By Pfc. Kelly LeCompte
30th Heavy Brigade Combat Team

BAGHDAD While U.S. forces here plan and execute the responsible drawdown of troops and equipment, Iraqi forces continue to hone the skills they’ll need to perform on their own.

To that end, medics from the 252nd Combined Arms Battalion, 30th Heavy Brigade Combat Team, are this week sharing the basic medical skills used in treating traumatic injuries with medics from the 5th Iraqi Federal Police Brigade on Forward Operating Base Falcon.

"We've learned how to treat bleeding and fractures, and today we're learning how to treat burns," said FP officer, Aboot Adnan Abood, during one of the classes.

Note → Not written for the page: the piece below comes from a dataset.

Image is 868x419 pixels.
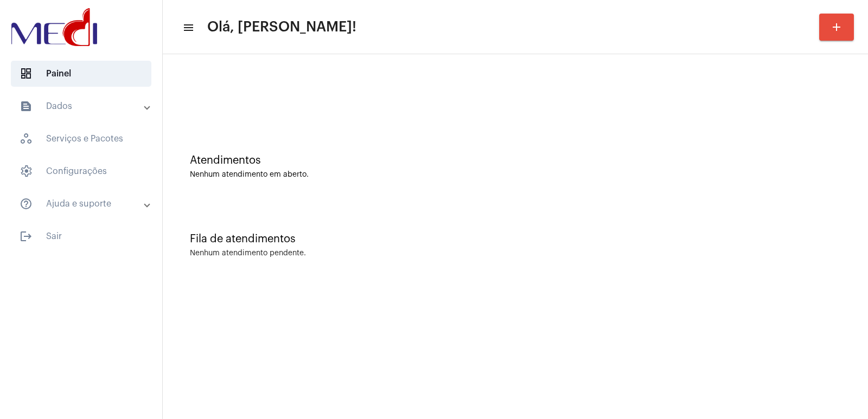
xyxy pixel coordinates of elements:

The Iraqi medics have learned are how to assess casualties and basic ways to stabilize patients before transporting them to a hospital by controlling bleeding, wrapping injuries, and treating first, second and third degree burns.

"What we're trying to get these guys to do is be self-sufficient," said Sgt. John Montgomery, the battalion's medical training non-commissioned officer.

Montgomery, from Fayetteville, N.C., said some of the most common situations their Iraqi partners encounter involve injuries sustained in car crashes and explosions from roadside bombs, and those are the types of situations the training focuses on the most.

"That's the kind of stuff they're going to see," Montgomery said." What we're trying to do is give them the type of basic medical skills ... to be more effective in responding to [traumatic] types of injuries."

Abood said this class at FOB Falcon is his first medical training. He said he feels prepared to do the job because of the training.

"I like it," Abood said. "If we have an emergency any time, we learn how to react. If there's an accident, for example, I'm ready always to carry stuff and get the equipment and go and treat the bleeding and take them to the hospital."

The training also helped reinforce some of these principles for FP officer Moshtag Ali.

Ali has attended first-responder training before and said he enjoyed the class; continuing to learn new things from the U.S. Soldiers.

"It's a good class," Ali said. "We have learned a lot and we've benefited a lot from it."

The class includes a lecture portion and a hands-on portion, in which students practice the skills on a training dummy.

"The explanation is my favorite," Ali said. "It's more stories and about what can help [the patients] more."

The Iraqis are not the only ones learning from the class. This was the first time Montgomery instructed a class to Iraqi medics, and said he felt like he was continuing his learning through his teaching.

"When you teach, you learn," he said. "This is helping me, too. I'm benefiting from their benefit also ... and learning from them as I teach."